Answer: why are you doin this
Explanation:
Answer:
In addition to quotation marks or indenting, all quoted material should also be cited, using either footnotes, endnotes, or in-text citation. Paraphrasing: To paraphrase is to include the ideas or information from an original source in your paper by rephrasing those ideas or information in your own words
Explanation:
I’m not exactly sure, but i would say B.
Answer:
B
Explanation:
This is how I got my answer:
<em>Process of elimination: </em>
A.In my opinion, the answer could possibly be A. I don't know the full context of this passage, but it could be that A is correct. However, the second paragraph especially gives me the hint that B is more accurate here.
B. In what I understood, this is correct. This is because it is clear that a battle was won here, as they seemed to have been struggling with getting approved to come to America. I think B is correct.

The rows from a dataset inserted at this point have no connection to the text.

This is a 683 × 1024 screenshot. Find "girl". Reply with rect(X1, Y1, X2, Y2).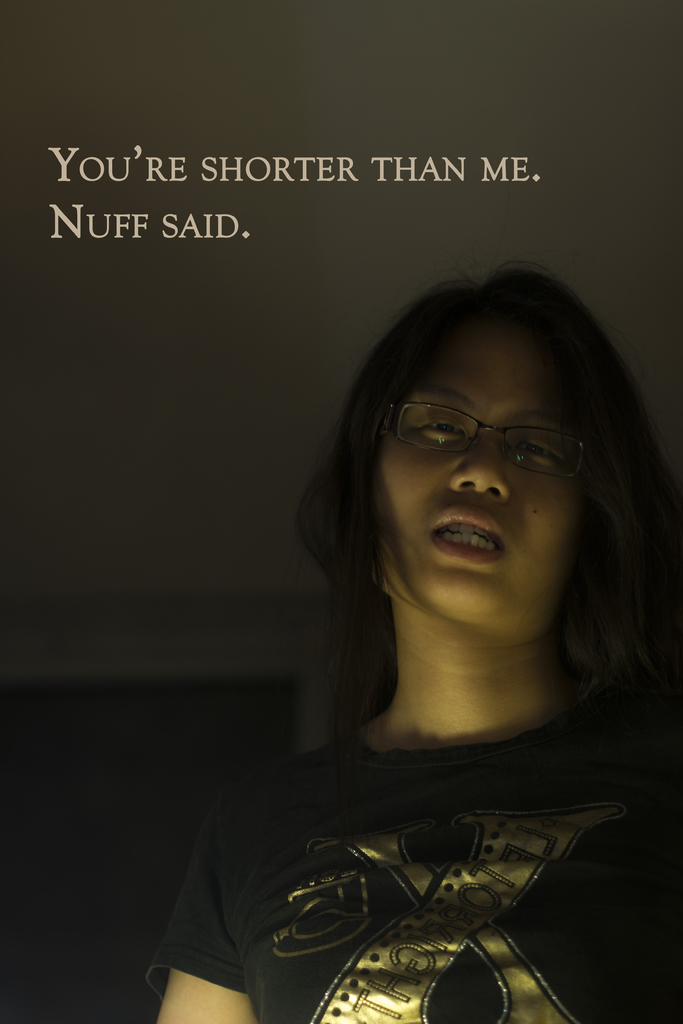
rect(144, 252, 682, 1023).
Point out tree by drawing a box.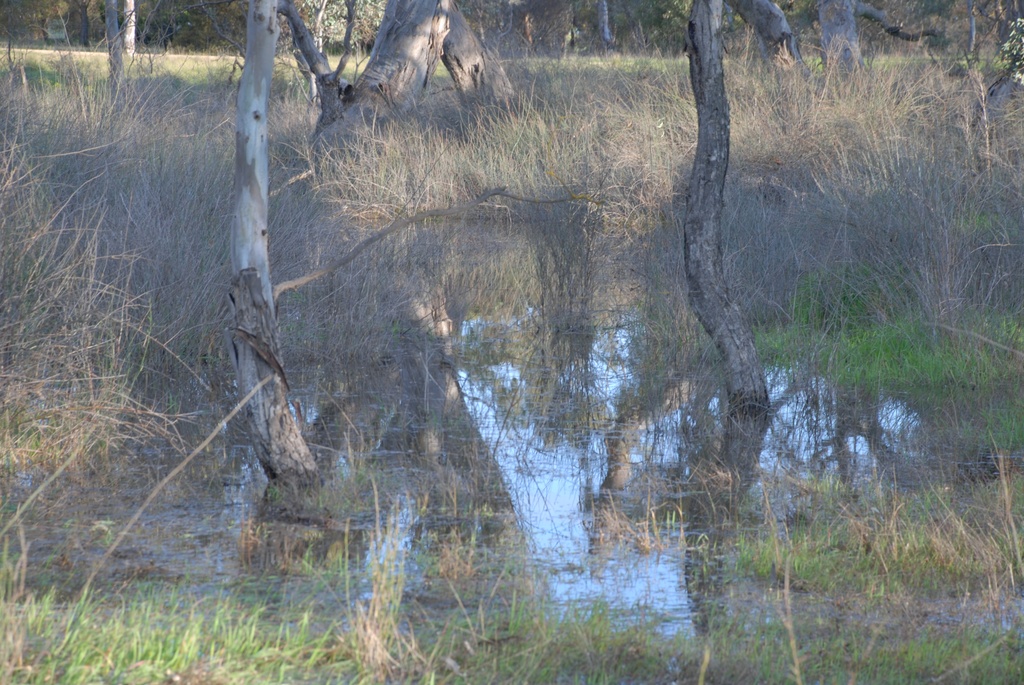
crop(387, 0, 582, 118).
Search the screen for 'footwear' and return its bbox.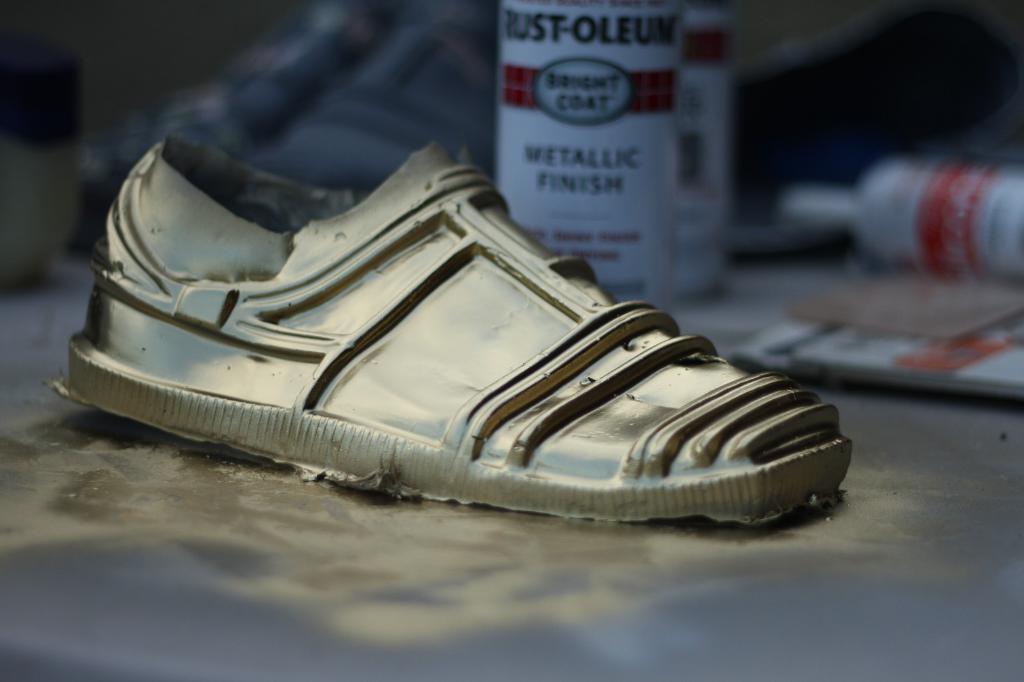
Found: [left=56, top=145, right=852, bottom=519].
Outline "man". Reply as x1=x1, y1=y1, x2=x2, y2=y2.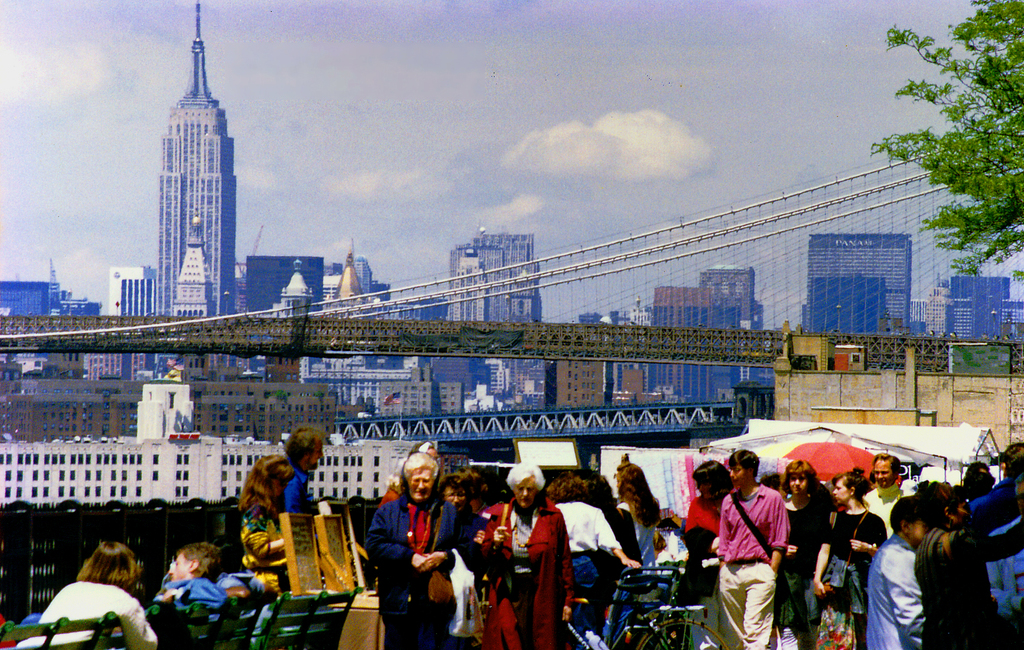
x1=718, y1=451, x2=789, y2=649.
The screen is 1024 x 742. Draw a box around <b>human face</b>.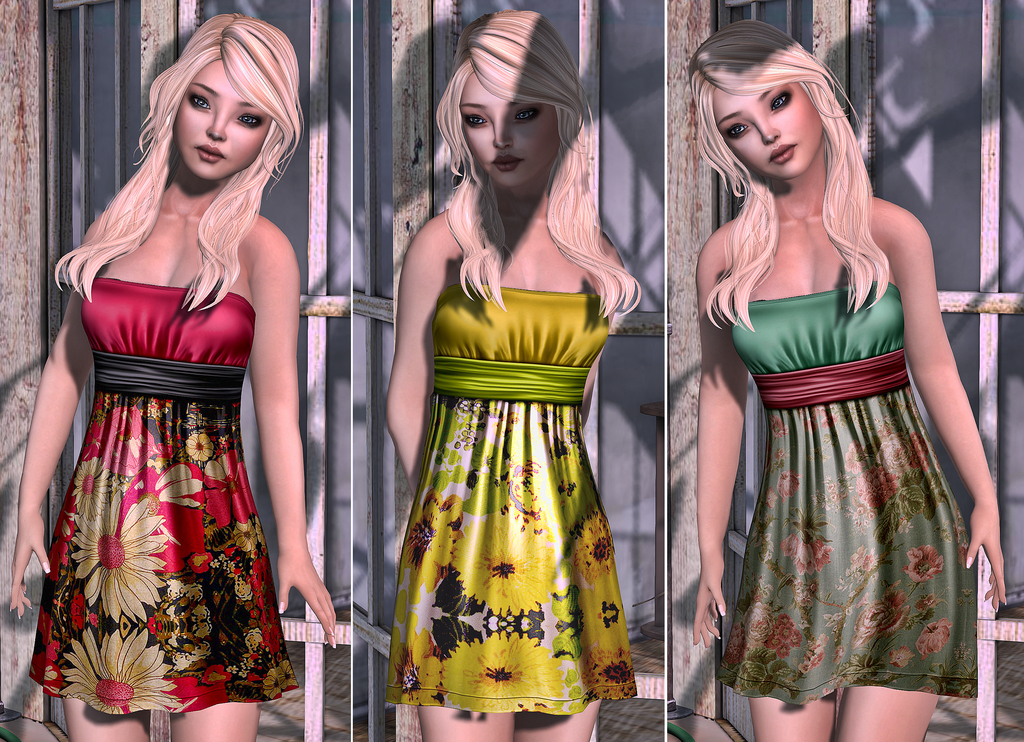
x1=712, y1=83, x2=826, y2=181.
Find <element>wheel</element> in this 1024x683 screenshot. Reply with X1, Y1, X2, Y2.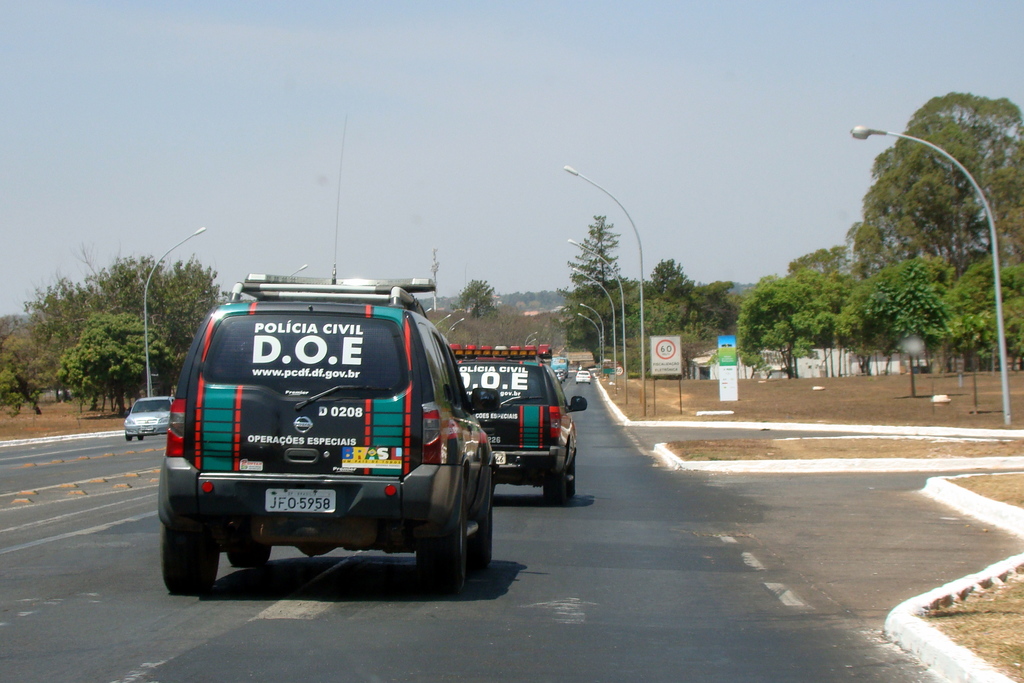
471, 482, 492, 571.
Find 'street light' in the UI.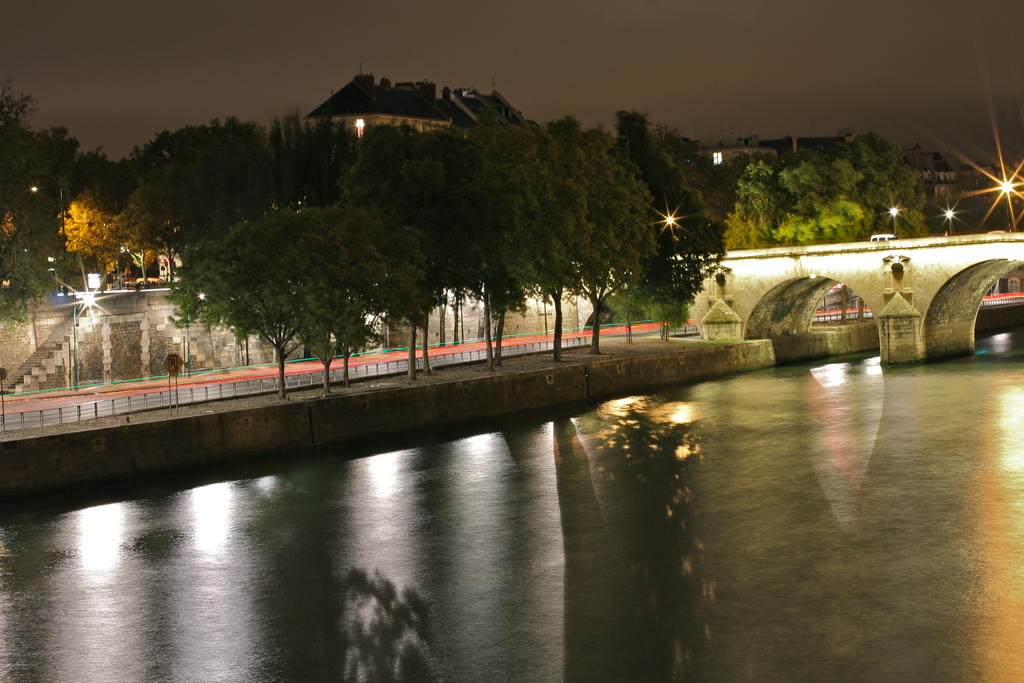
UI element at rect(943, 207, 957, 240).
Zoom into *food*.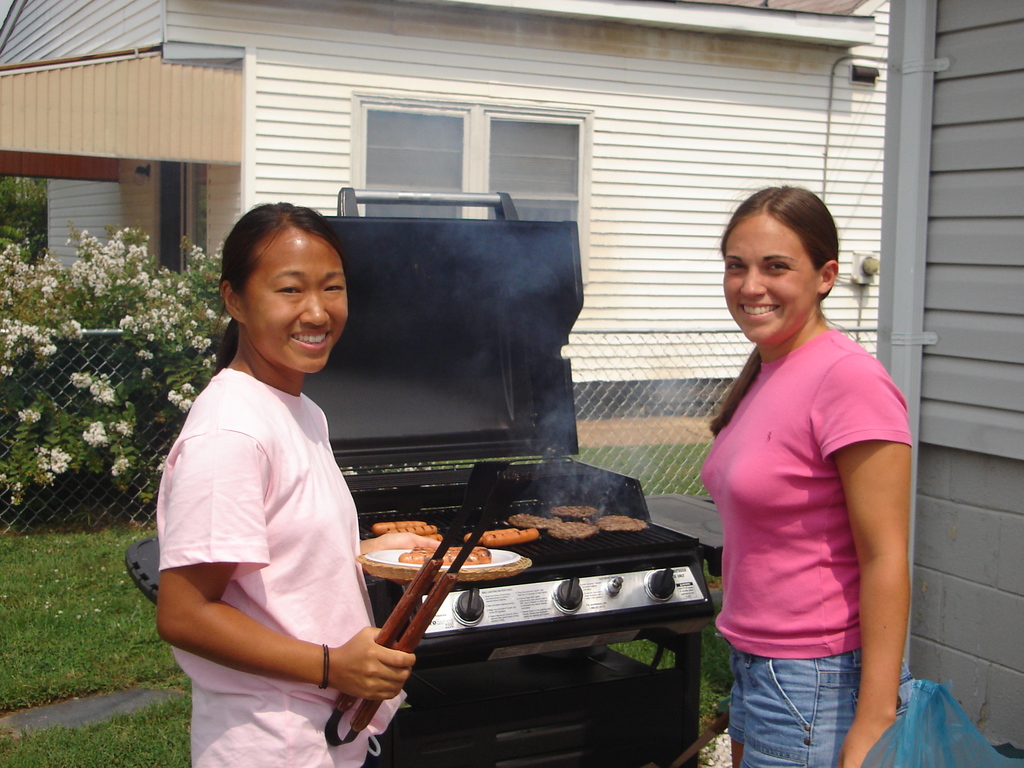
Zoom target: {"left": 427, "top": 532, "right": 444, "bottom": 541}.
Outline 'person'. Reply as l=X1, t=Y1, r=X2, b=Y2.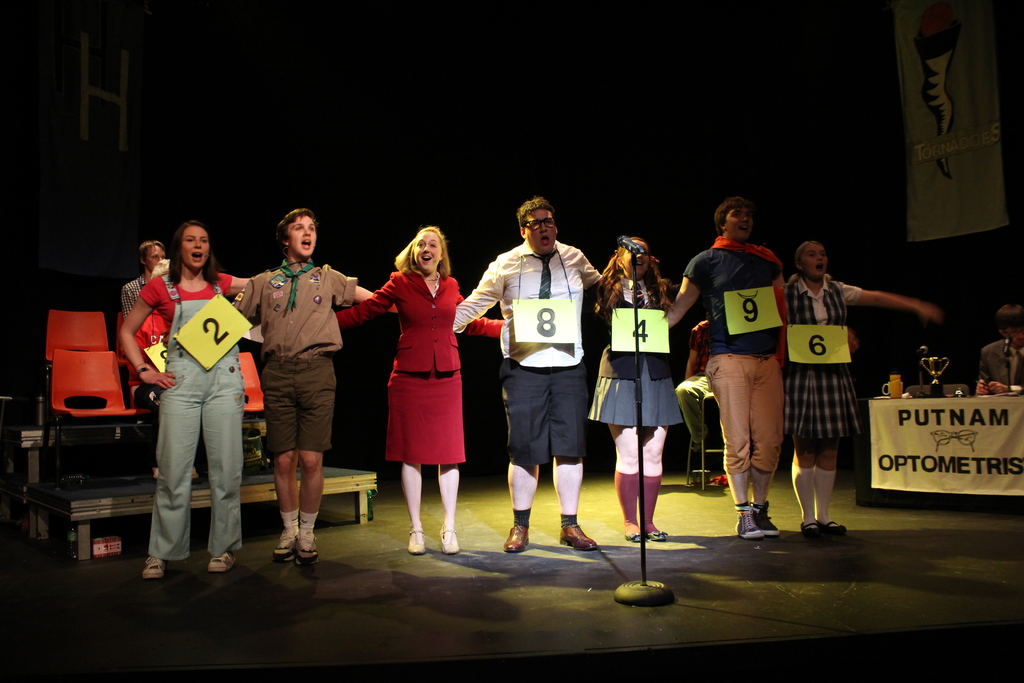
l=450, t=194, r=601, b=553.
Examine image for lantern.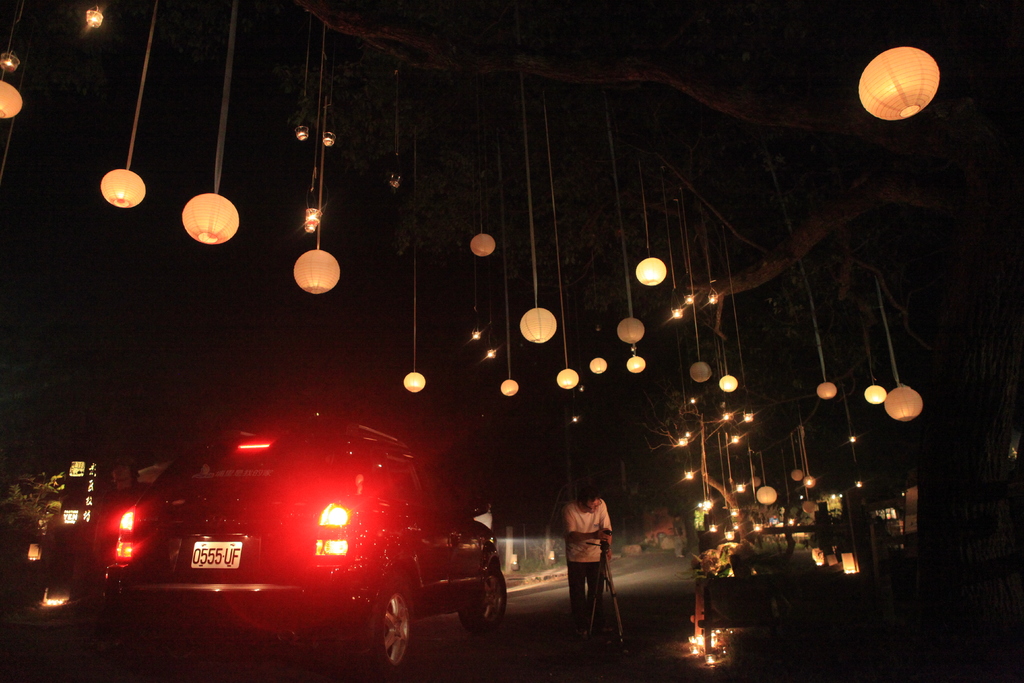
Examination result: x1=674 y1=437 x2=689 y2=450.
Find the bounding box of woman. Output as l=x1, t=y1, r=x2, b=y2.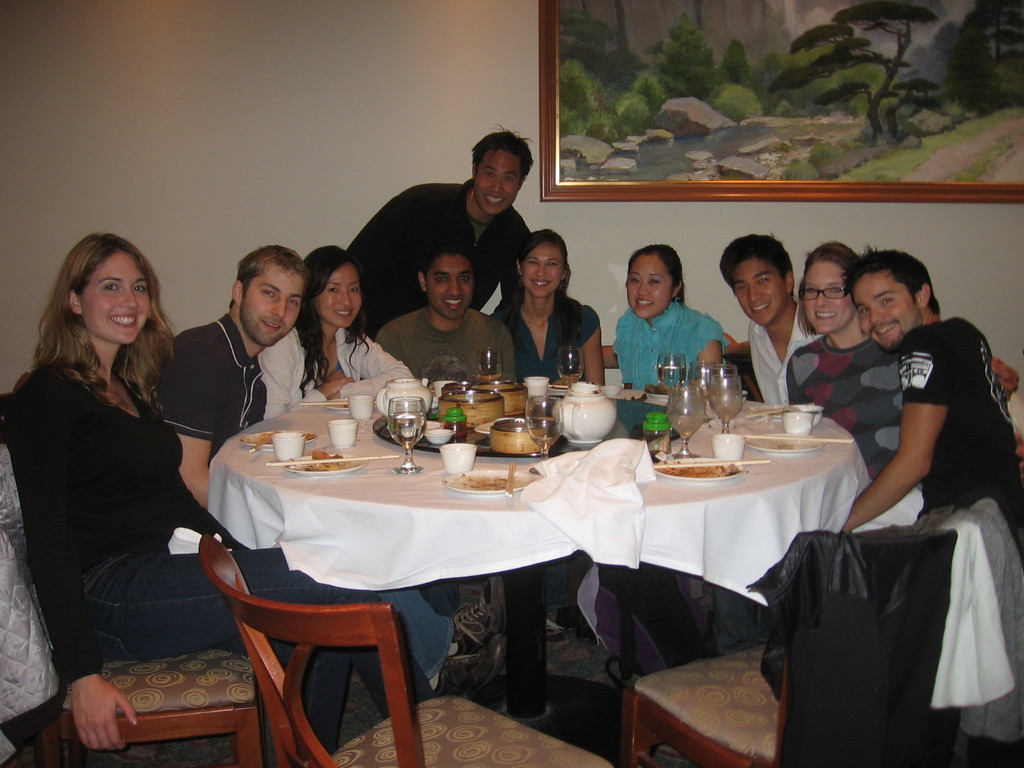
l=494, t=227, r=600, b=385.
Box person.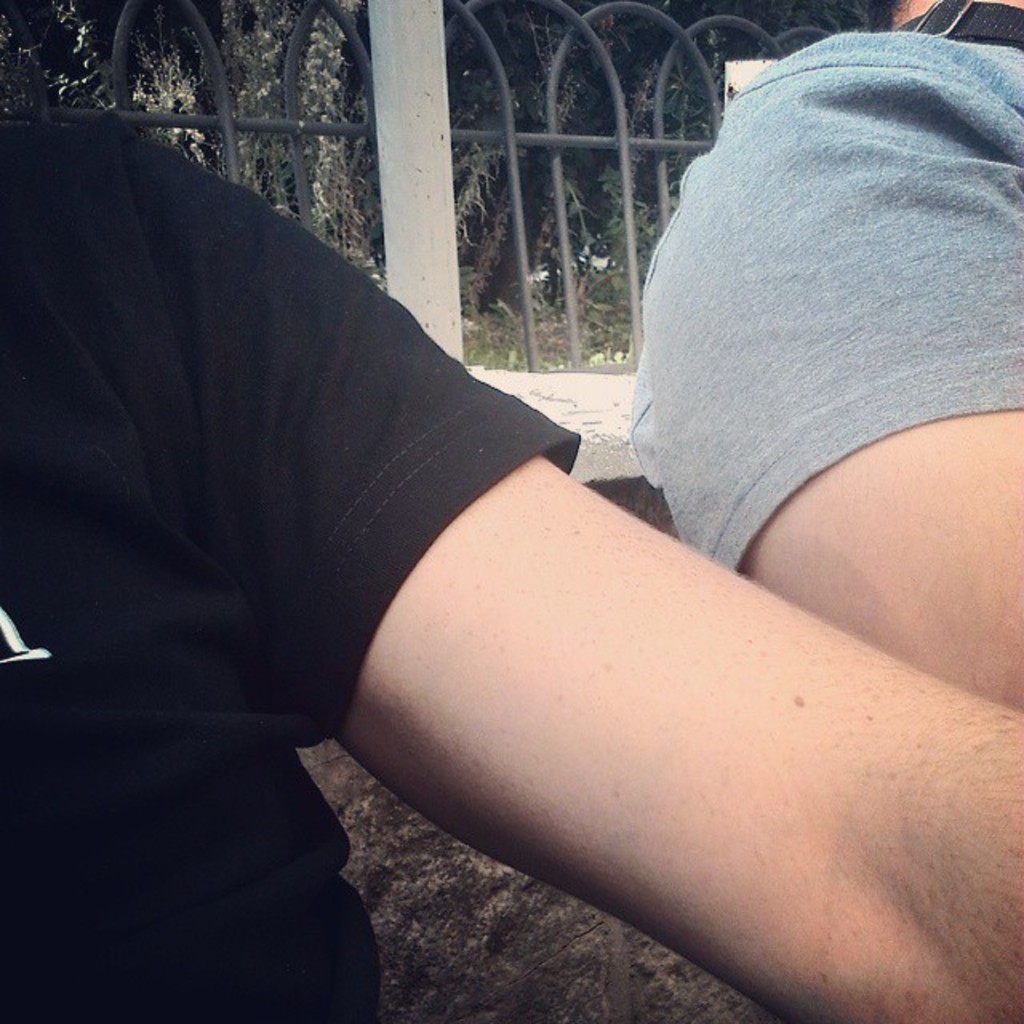
0:96:1022:1022.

C.Although this may be true, and it may even be true specifically for the rest of this book, the short passage provided gives no negative connotation to it. It is a positive passage, and so the idea of life being difficult was never brought up. This is incorrect.
D. You have to be careful when looking at problems like this, because it's small words that indicate the correct/incorrect answer. The use of the phrase "promise of a great future" guarantees something that will not be true every time. So, this is incorrect.
Let me know if I was correct!
In Romeo and Juliet the two lovers share the role of protagonist, and their desire to be together brings them into conflict with their feuding families. Both Romeo and Juliet begin the play feeling trapped. Romeo has a hopeless crush on a woman who has sworn to remain a virgin, and he rejects his friends’ suggestion that he seek another lover: “I am not for this ambling” (I.iv.9). Juliet, by contrast, has been ordered by her mother to think about marrying, even though she doesn’t feel ready: “It is an hour that I dream not of” (I.iii.68). When Romeo and Juliet meet, they find their mutual desire freeing. However, given that the two lovers remain on opposite sides of their families’ feud, pursuing their desire for one another entails great risk. Things grow especially complicated after Romeo and Juliet secretly marry. For instance, when an enraged Tybalt challenges Romeo to a duel, Romeo refuses to fight because he now considers Tybalt his kinsman. But Romeo finds himself in a quandary when Tybalt fatally wounds Mercutio. To avenge his friend, Romeo slays Tybalt, which results in his banishment from Verona.
At the end of the play, both characters openly defy the rules of their families and of society at large in order to pursue their love. Juliet, for instance, finds herself in a difficult situation after rebelling against her father and, by extension, against the patriarchal authority vested in him. Her act of rebellion involves a double betrayal. Not only does she refuse to marry the man her father’s preferred suitor, Paris, but she also marries the son of her father’s sworn enemy, Montague. After Romeo’s banishment, Juliet disobeys her father yet again by faking her own death, thereby evading marriage to Paris once and for all. Romeo acts with similar defiance against the rule of law when he chooses to ignore his banishment order and illegally returns to Verona. Unfortunately the lovers die before they achieve what they’ve struggled for, and their lives are cut short before they have a real chance to grow as characters. Nevertheless, Romeo and Juliet’s fortitude does effect bigger-picture change. Their love, as well as their deaths, reveal to their parents (and also to Verona) the cruelty and pointlessness of their feud, and so brings resolution to a longstanding conflict.